The programmatic API is nice for installing dependencies on the fly, but in production I can't imagine anyone would ever do it that way. You'd want a CLI command you could run to install things ahead of time.
The specification docs show the eventHandler dict as having eventProps - those were removed a while ago.
Need to add a section to the docs which describes how iDOM works.
CHANGE: "For context, the following Python code would generate this HTML"
FROM: https://idom.readthedocs.io/en/latest/specs.html
TO: "For context, the following Python code would generate [the HTML above]"
CHANGE: "as a standalone application or as extension to an existing one"
FROM: https://idom.readthedocs.io/en/latest/concepts.html
TO: "as a standalone application or as [an] extension to an existing [application]."
There's a license file at the repo's top level and in src/py/
This is slightly more secure since the token can be revoked.
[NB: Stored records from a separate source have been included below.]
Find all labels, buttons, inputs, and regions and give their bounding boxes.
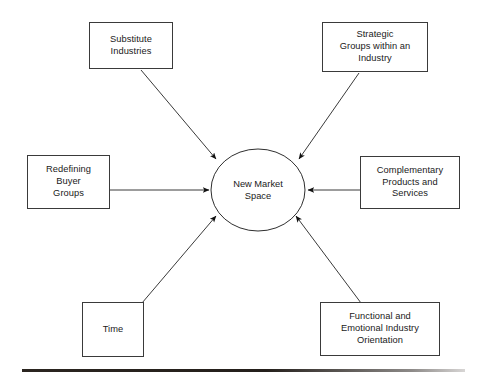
node-label: Strategic Groups within an Industry [340, 29, 411, 65]
node-label: Substitute Industries [110, 34, 152, 58]
arrow-strategic-groups [299, 73, 359, 159]
node-strategic-groups[interactable]: Strategic Groups within an Industry [322, 22, 428, 72]
diagram-canvas: Substitute Industries Strategic Groups w… [0, 0, 483, 376]
node-label: Time [103, 324, 124, 336]
node-label: Complementary Products and Services [377, 165, 443, 201]
node-time[interactable]: Time [82, 302, 144, 357]
node-label: Functional and Emotional Industry Orient… [341, 311, 419, 347]
node-functional-emotional-orientation[interactable]: Functional and Emotional Industry Orient… [320, 302, 440, 356]
arrow-time [142, 216, 216, 303]
arrow-substitute-industries [141, 70, 216, 159]
footer-rule [22, 369, 465, 372]
node-label: Redefining Buyer Groups [46, 164, 91, 200]
node-substitute-industries[interactable]: Substitute Industries [89, 22, 173, 69]
node-redefining-buyer-groups[interactable]: Redefining Buyer Groups [27, 155, 110, 209]
arrow-functional-emotional [296, 216, 361, 303]
node-complementary-products-services[interactable]: Complementary Products and Services [360, 156, 460, 209]
new-market-space-ellipse [211, 149, 305, 231]
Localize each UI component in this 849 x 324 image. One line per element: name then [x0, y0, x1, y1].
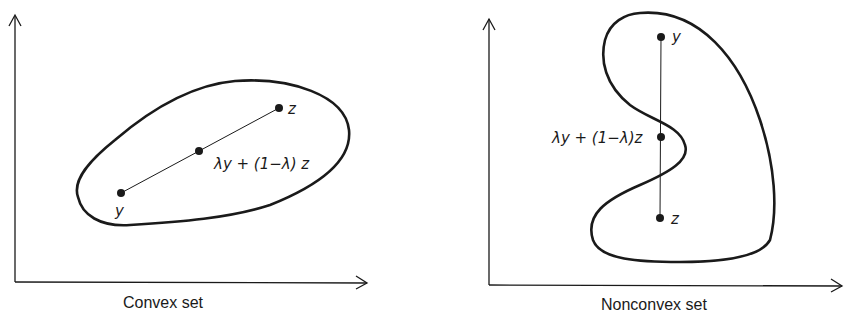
convex-label-y: y — [114, 202, 125, 220]
convex-label-z: z — [287, 100, 297, 118]
nonconvex-point-mid — [657, 133, 665, 141]
nonconvex-caption: Nonconvex set — [601, 296, 707, 313]
nonconvex-label-y: y — [671, 28, 682, 46]
convexity-diagram: z λy + (1−λ) z y Convex set y λy + (1−λ)… — [0, 0, 849, 324]
convex-axes — [9, 15, 367, 289]
convex-point-mid — [195, 147, 203, 155]
convex-caption: Convex set — [123, 294, 204, 311]
nonconvex-point-y — [657, 33, 665, 41]
convex-panel: z λy + (1−λ) z y Convex set — [9, 15, 367, 311]
convex-point-z — [275, 104, 283, 112]
convex-x-axis — [15, 282, 367, 283]
convex-label-mid: λy + (1−λ) z — [213, 155, 310, 173]
nonconvex-segment — [660, 37, 661, 218]
nonconvex-label-mid: λy + (1−λ)z — [551, 129, 644, 147]
nonconvex-point-z — [656, 214, 664, 222]
nonconvex-axes — [483, 19, 842, 292]
convex-point-y — [117, 189, 125, 197]
nonconvex-label-z: z — [670, 210, 680, 228]
nonconvex-panel: y λy + (1−λ)z z Nonconvex set — [483, 13, 842, 313]
nonconvex-x-axis — [489, 285, 842, 286]
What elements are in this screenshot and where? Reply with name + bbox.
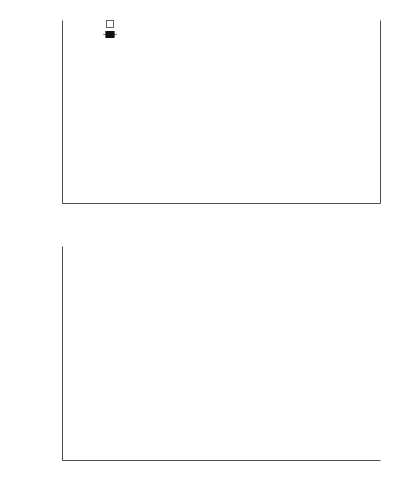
figure-container xyxy=(0,0,405,491)
legend-yield-square-icon xyxy=(106,32,114,38)
two-panel-chart xyxy=(0,0,405,491)
legend-production-swatch-icon xyxy=(107,21,114,28)
chart-background xyxy=(0,0,405,491)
If we can make a JupyterLab extension for IDOM we won't need to set up a web server to display views, we can just use the builtin comm system.
Examples of other extensions:
While the asyncio
API looks nice and shiny to me, I've heard some feedback, that given the audience idom
might serve, the async/await
syntax might scare them off. Additionally, expensive backend processes block renders of minor changes. For example, the matplotlib example blocks updates to the sliders when the graph image is being created this causes the moving sliders to jitter each time the graph updates.
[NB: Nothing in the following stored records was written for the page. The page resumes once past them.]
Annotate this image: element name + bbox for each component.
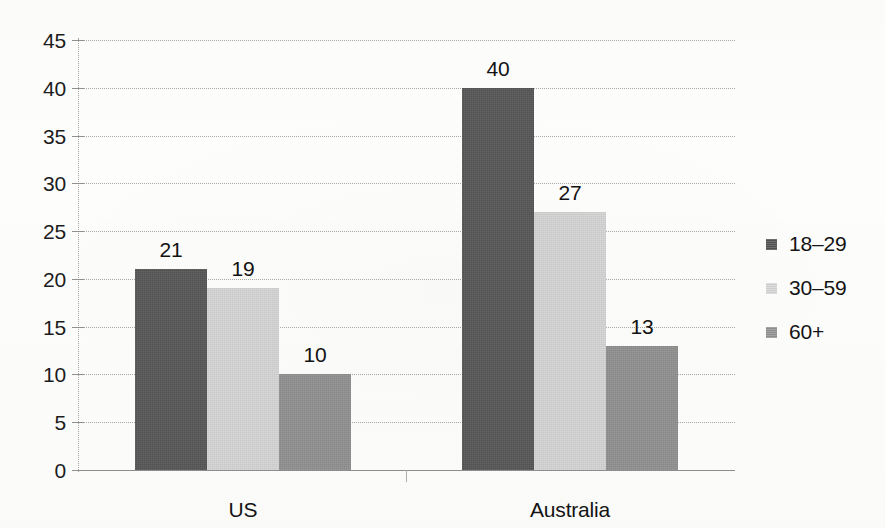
bar-value-label: 21: [135, 239, 207, 260]
y-axis-label-45: 45: [26, 30, 66, 51]
bar-value-label: 10: [279, 344, 351, 365]
bar-us-18-29: [135, 269, 207, 470]
legend-swatch-icon: [766, 283, 777, 294]
y-axis-tick-25: [72, 231, 84, 232]
bar-australia-30-59: [534, 212, 606, 470]
y-axis-label-25: 25: [26, 221, 66, 242]
chart-figure: 051015202530354045 211910402713 USAustra…: [0, 0, 885, 528]
legend-item-60+[interactable]: 60+: [766, 310, 878, 354]
y-axis-tick-10: [72, 374, 84, 375]
bar-australia-18-29: [462, 88, 534, 470]
x-axis-label-australia: Australia: [470, 498, 670, 522]
y-axis-tick-45: [72, 40, 84, 41]
y-axis-label-40: 40: [26, 77, 66, 98]
legend-label: 30–59: [789, 276, 846, 300]
chart-legend: 18–2930–5960+: [766, 222, 878, 354]
gridline-25: [78, 231, 735, 232]
gridline-40: [78, 88, 735, 89]
legend-label: 18–29: [789, 232, 846, 256]
bar-value-label: 27: [534, 182, 606, 203]
y-axis-label-20: 20: [26, 268, 66, 289]
y-axis-tick-35: [72, 136, 84, 137]
legend-swatch-icon: [766, 239, 777, 250]
category-divider-tick: [406, 470, 407, 482]
bar-us-60+: [279, 374, 351, 470]
x-axis-label-us: US: [143, 498, 343, 522]
y-axis-tick-labels: 051015202530354045: [14, 0, 66, 528]
y-axis-tick-40: [72, 88, 84, 89]
y-axis-tick-20: [72, 279, 84, 280]
y-axis-tick-15: [72, 327, 84, 328]
bar-value-label: 13: [606, 316, 678, 337]
legend-item-30-59[interactable]: 30–59: [766, 266, 878, 310]
gridline-30: [78, 183, 735, 184]
bar-value-label: 19: [207, 258, 279, 279]
y-axis-label-30: 30: [26, 173, 66, 194]
y-axis-label-0: 0: [26, 460, 66, 481]
gridline-45: [78, 40, 735, 41]
y-axis-tick-30: [72, 183, 84, 184]
gridline-35: [78, 136, 735, 137]
legend-label: 60+: [789, 320, 824, 344]
plot-area: 211910402713: [78, 40, 735, 470]
y-axis-tick-0: [72, 470, 84, 471]
y-axis-label-10: 10: [26, 364, 66, 385]
legend-item-18-29[interactable]: 18–29: [766, 222, 878, 266]
bar-us-30-59: [207, 288, 279, 470]
y-axis-tick-5: [72, 422, 84, 423]
y-axis-label-5: 5: [26, 412, 66, 433]
y-axis-label-35: 35: [26, 125, 66, 146]
legend-swatch-icon: [766, 327, 777, 338]
bar-australia-60+: [606, 346, 678, 470]
bar-value-label: 40: [462, 58, 534, 79]
y-axis-label-15: 15: [26, 316, 66, 337]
See https://pypi.org/project/setuptools-scm/
This should make the release process for dev versions extremely seamless.
Changes to the event handler system have broken the to-do list example. Pretty simple to fix though.
Fix bug in animation where you could register a new animation hook after stopping the original hook (i.e. by returning False). We solve this by marking whether or not an element's animation hook has stopped. If you register a hook after a prior one has stopped then a RuntimeError will be raised.
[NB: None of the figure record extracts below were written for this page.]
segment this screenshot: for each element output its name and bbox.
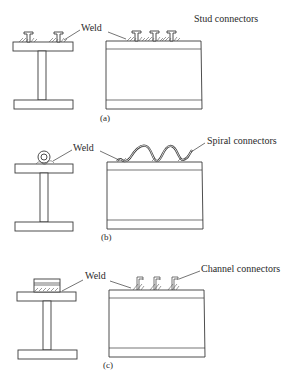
slab-b bbox=[107, 162, 203, 229]
spiral-connector-end-view bbox=[36, 151, 54, 164]
weld-leader-line bbox=[53, 150, 72, 161]
channel-connector bbox=[168, 277, 179, 290]
caption-b: (b) bbox=[101, 232, 112, 242]
stud-connector bbox=[162, 31, 180, 41]
bottom-flange bbox=[18, 350, 77, 359]
web bbox=[40, 173, 48, 222]
panel-b: Weld Spiral connectors (b) bbox=[15, 135, 277, 242]
top-flange bbox=[13, 42, 73, 51]
stud-connectors-label: Stud connectors bbox=[194, 13, 258, 24]
weld-leader-line bbox=[62, 280, 83, 291]
caption-c: (c) bbox=[103, 360, 113, 370]
slab-a bbox=[106, 41, 202, 109]
top-flange bbox=[15, 164, 73, 173]
weld-label: Weld bbox=[73, 142, 94, 153]
weld-label: Weld bbox=[85, 270, 106, 281]
panel-a: Weld Stud connectors (a) bbox=[13, 13, 258, 123]
weld-leader-line bbox=[108, 32, 126, 39]
channel-leader-line bbox=[179, 271, 200, 279]
web bbox=[43, 301, 51, 350]
channel-connector bbox=[133, 277, 144, 290]
weld-label: Weld bbox=[81, 22, 102, 33]
spiral-connectors-label: Spiral connectors bbox=[207, 135, 277, 146]
channel-connector-end-view bbox=[34, 279, 60, 292]
stud-connector bbox=[127, 31, 145, 41]
bottom-flange bbox=[14, 100, 73, 109]
weld-leader-line bbox=[64, 30, 80, 40]
i-beam-c bbox=[17, 292, 77, 359]
channel-connector bbox=[150, 277, 161, 290]
bottom-flange bbox=[15, 222, 73, 231]
channel-connectors-label: Channel connectors bbox=[201, 263, 280, 274]
spiral-connector bbox=[117, 146, 192, 162]
stud-connector bbox=[145, 31, 163, 41]
web bbox=[38, 51, 46, 100]
panel-c: Weld Channel connectors (c) bbox=[17, 263, 280, 370]
i-beam-a bbox=[13, 42, 73, 109]
stud-connector bbox=[19, 32, 37, 42]
weld-leader-line bbox=[110, 281, 131, 288]
i-beam-b bbox=[15, 164, 73, 231]
top-flange bbox=[17, 292, 76, 301]
shear-connectors-diagram: Weld Stud connectors (a) bbox=[0, 0, 291, 387]
stud-connector bbox=[49, 32, 67, 42]
spiral-leader-line bbox=[191, 143, 205, 152]
weld-leader-line bbox=[100, 151, 119, 160]
slab-c bbox=[109, 290, 205, 357]
caption-a: (a) bbox=[100, 113, 110, 123]
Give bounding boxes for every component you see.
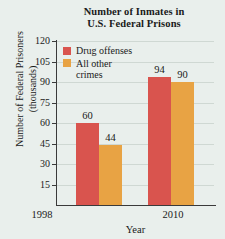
y-tick-label-90: 90 (4, 77, 50, 87)
x-tick-label-2010: 2010 (143, 209, 203, 220)
y-axis-line (56, 40, 57, 206)
y-tick-label-75: 75 (4, 98, 50, 108)
x-axis-line (56, 205, 216, 206)
legend-item-all-other-crimes: All other crimes (63, 58, 132, 81)
y-tick-label-15: 15 (4, 180, 50, 190)
y-tick-label-105: 105 (4, 57, 50, 67)
legend-label-all-other-crimes: All other crimes (76, 58, 112, 81)
legend-swatch-drug-offenses (63, 47, 71, 55)
chart-title-line-1: Number of Inmates in (48, 6, 220, 18)
legend-label-all-other-crimes-line-1: All other (76, 58, 112, 70)
legend-item-drug-offenses: Drug offenses (63, 45, 132, 57)
bar-chart-figure: Number of Inmates in U.S. Federal Prison… (0, 0, 225, 239)
y-tick-label-60: 60 (4, 118, 50, 128)
x-axis-title: Year (57, 224, 214, 235)
bar-2010-all-other-crimes (171, 82, 194, 205)
chart-legend: Drug offenses All other crimes (63, 45, 132, 82)
chart-title-line-2: U.S. Federal Prisons (48, 18, 220, 30)
bar-value-1998-drug-offenses: 60 (73, 110, 103, 121)
y-tick-label-45: 45 (4, 139, 50, 149)
bar-value-2010-all-other-crimes: 90 (168, 69, 198, 80)
bar-1998-all-other-crimes (99, 145, 122, 205)
bar-value-1998-all-other-crimes: 44 (96, 132, 126, 143)
y-tick-label-120: 120 (4, 36, 50, 46)
legend-swatch-all-other-crimes (63, 59, 71, 67)
chart-title: Number of Inmates in U.S. Federal Prison… (48, 6, 220, 30)
x-tick-label-1998: 1998 (12, 209, 72, 220)
legend-label-drug-offenses-line-1: Drug offenses (76, 45, 132, 57)
legend-label-all-other-crimes-line-2: crimes (76, 69, 112, 81)
y-tick-label-30: 30 (4, 159, 50, 169)
bar-2010-drug-offenses (148, 77, 171, 206)
legend-label-drug-offenses: Drug offenses (76, 45, 132, 57)
gridline-120 (57, 41, 214, 42)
We also change the animation API by passing in a stop function. Once the stop function has been called then the animation hook will not be called again and no new animation hooks can be registered to the element.
The following will allow animation callbacks to produce frame with relatively consistent timing.
import time
import asyncio
class FramePace:
def __init__(self, rate):
self._rate = rate
self._last = time.time()
async def wait(self):
await asyncio.sleep(self._rate - (time.time() - self._last))
self._last = time.time()
Describe what's wrong with the documentation
We should reference https://github.com/jviide/htm.py instead of htm.js
in the Extra Features section.
It was reported that a key error could here due to an absent element.id
So the element managed to schedule an update even though it unmounted? Or the update was schedule, the element was unmounted, and then it tried to get rendered again? Not really sure.
There's a bug in the way event handlers are set up that assigns all event handlers under the same target ID. Thus registering handlers to more than one event type causes a conflict.
This:
async def InputWithShareableValue(self, value=""):
async def changed(event):
# this update is sent to all clients
self.update(value)
return idom.html.input(value=value, onChange=changed)
should be updated to:
async def InputWithShareableValue(self, value=""):
async def changed(event):
# this update is sent to all clients
self.update(event["value"])
return idom.html.input(value=value, onChange=changed)
FastAPI appears to be gaining a lot of traction and it would be great to integrate it into IDOM.